Solidarity with Sudan begins at home
A guide on how to support the uprising in Sudan.

A guide on how to support the uprising in Sudan.

A veteran African National Congress stalwart and member of parliament speaks to Africa Is a Country about the party, South Africa's Parliament and the dearth of left politics in South Africa.

Beyond national elections, the Y’en a Marre political movement is changing Senegalese civic and political life for future generations.

If in India there has been an investment in myth of Mohandas Gandhi as a non-racial icon, in South Africa Gandhi also has his defenders.

The post-independence fates of Zimbabwean student activists who fought the Rhodesian regime.

What Sudan's history of protest against authoritarianism can teach the current generation.

In Somalia young people are the majority, yet have to act and perform “age" — appear older — to succeed or get anywhere in life.

Samir Amin's life resembled that of Karl Marx: a man without a homeland, but one whose home was a chosen commitment to a historical project.
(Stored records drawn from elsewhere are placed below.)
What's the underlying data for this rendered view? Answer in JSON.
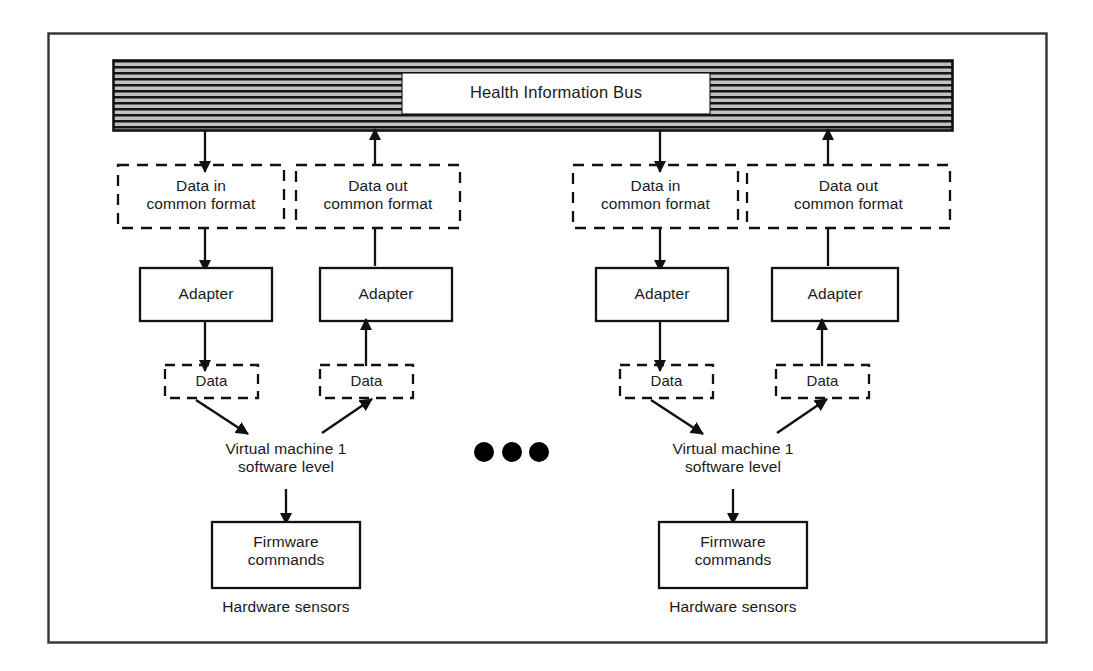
{
  "figure": {
    "frame": {
      "stroke": "#333333"
    },
    "colors": {
      "ink": "#1a1a1a",
      "line": "#111111",
      "bus_fill": "#b4b4b4",
      "bus_hatch": "#141414",
      "paper": "#ffffff"
    }
  },
  "bus": {
    "label": "Health Information Bus",
    "hatch_style": "horizontal-lines"
  },
  "ellipsis": {
    "label": "• • •",
    "dots": 3
  },
  "columns": [
    {
      "id": "col-1",
      "direction": "in",
      "common_format": "Data in\ncommon format",
      "adapter": "Adapter",
      "data": "Data",
      "virtual_machine": "Virtual machine 1\nsoftware level",
      "firmware": "Firmware\ncommands",
      "hardware": "Hardware sensors"
    },
    {
      "id": "col-2",
      "direction": "out",
      "common_format": "Data out\ncommon format",
      "adapter": "Adapter",
      "data": "Data",
      "virtual_machine": null,
      "firmware": null,
      "hardware": null
    },
    {
      "id": "col-3",
      "direction": "in",
      "common_format": "Data in\ncommon format",
      "adapter": "Adapter",
      "data": "Data",
      "virtual_machine": "Virtual machine 1\nsoftware level",
      "firmware": "Firmware\ncommands",
      "hardware": "Hardware sensors"
    },
    {
      "id": "col-4",
      "direction": "out",
      "common_format": "Data out\ncommon format",
      "adapter": "Adapter",
      "data": "Data",
      "virtual_machine": null,
      "firmware": null,
      "hardware": null
    }
  ],
  "groups": [
    {
      "id": "group-left",
      "virtual_machine": "Virtual machine 1\nsoftware level",
      "firmware": "Firmware\ncommands",
      "hardware": "Hardware sensors"
    },
    {
      "id": "group-right",
      "virtual_machine": "Virtual machine 1\nsoftware level",
      "firmware": "Firmware\ncommands",
      "hardware": "Hardware sensors"
    }
  ]
}
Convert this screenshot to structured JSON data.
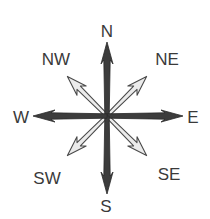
{
  "compass": {
    "center": [
      107,
      116
    ],
    "colors": {
      "cardinal_fill": "#3c3c3c",
      "cardinal_stroke": "#2a2a2a",
      "intercardinal_fill": "#ebebeb",
      "intercardinal_stroke": "#4a4a4a",
      "label": "#3a3a3a"
    },
    "directions": [
      {
        "key": "N",
        "label": "N",
        "type": "cardinal",
        "angle": 0,
        "length": 74,
        "label_pos": [
          107,
          31
        ]
      },
      {
        "key": "NE",
        "label": "NE",
        "type": "intercardinal",
        "angle": 45,
        "length": 56,
        "label_pos": [
          167,
          59
        ]
      },
      {
        "key": "E",
        "label": "E",
        "type": "cardinal",
        "angle": 90,
        "length": 76,
        "label_pos": [
          193,
          117
        ]
      },
      {
        "key": "SE",
        "label": "SE",
        "type": "intercardinal",
        "angle": 135,
        "length": 56,
        "label_pos": [
          169,
          174
        ]
      },
      {
        "key": "S",
        "label": "S",
        "type": "cardinal",
        "angle": 180,
        "length": 78,
        "label_pos": [
          106,
          206
        ]
      },
      {
        "key": "SW",
        "label": "SW",
        "type": "intercardinal",
        "angle": 225,
        "length": 56,
        "label_pos": [
          47,
          178
        ]
      },
      {
        "key": "W",
        "label": "W",
        "type": "cardinal",
        "angle": 270,
        "length": 74,
        "label_pos": [
          21,
          117
        ]
      },
      {
        "key": "NW",
        "label": "NW",
        "type": "intercardinal",
        "angle": 315,
        "length": 56,
        "label_pos": [
          56,
          59
        ]
      }
    ]
  }
}
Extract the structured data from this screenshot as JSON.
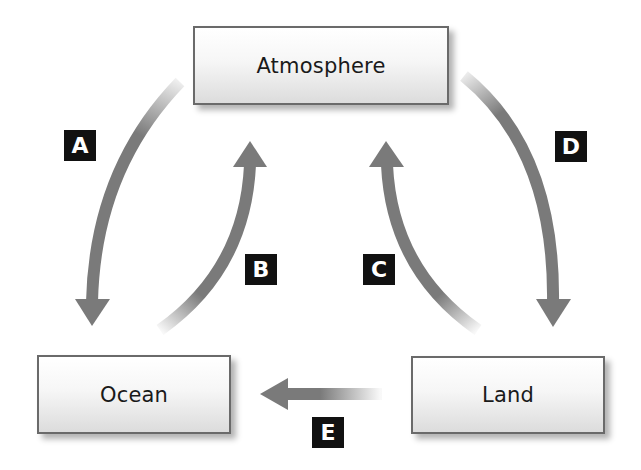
{
  "diagram": {
    "type": "cycle",
    "nodes": [
      {
        "id": "atmosphere",
        "label": "Atmosphere"
      },
      {
        "id": "ocean",
        "label": "Ocean"
      },
      {
        "id": "land",
        "label": "Land"
      }
    ],
    "edges": [
      {
        "id": "A",
        "label": "A",
        "from": "atmosphere",
        "to": "ocean"
      },
      {
        "id": "B",
        "label": "B",
        "from": "ocean",
        "to": "atmosphere"
      },
      {
        "id": "C",
        "label": "C",
        "from": "land",
        "to": "atmosphere"
      },
      {
        "id": "D",
        "label": "D",
        "from": "atmosphere",
        "to": "land"
      },
      {
        "id": "E",
        "label": "E",
        "from": "land",
        "to": "ocean"
      }
    ]
  },
  "colors": {
    "arrow": "#7a7a7a",
    "label_bg": "#111111",
    "label_text": "#ffffff",
    "box_border": "#6a6a6a"
  }
}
Discussions on the global climate crisis tend to ignore the role that Africans are playing at the leading edge in the fight against climate change.

Fees Must Fall (#FMF) brought student activism at South Africa's elite universities into the global media spotlight. A new documentary zooms in on the case of Wits in Johannesburg.

Hyper-partisan politics and shallow journalism obscured the implications of the protests at Kwame Nkrumah University of Science and Technology.

The major problem with the term "decolonization" is its status as empty signifier, argues South African psychologist Wahbie Long.

In 1968, France witnessed an extraordinary student uprising which changed politics. Morocco and Senegal did too, but we seldom talk about it.

Youth activism and the politics of violence in South Sudan.

In a world of fake news, shallow analysis and torrid pontificating, combining empirical evidence with emotive expression, is what give Roy's essays legs.

Zimbabwe's regime does not to surrender to anyone its guardianship of the post-independence narrative, symbols and authority.

Across Africa, the working poor often end up carrying the burden of raising tax revenue while the multinationals go scot-free. And women bear the brunt of it.

A political culture, often facilitated by social media, has emerged that many people experience as authoritarian and bullying.

In Zimbabwe, the leap from online conversation to citizen protest has followed the same path as other protest movements around the world.

An interview with Cape Town-based anarchist hip hop collective, Soundz of the South (or SOS).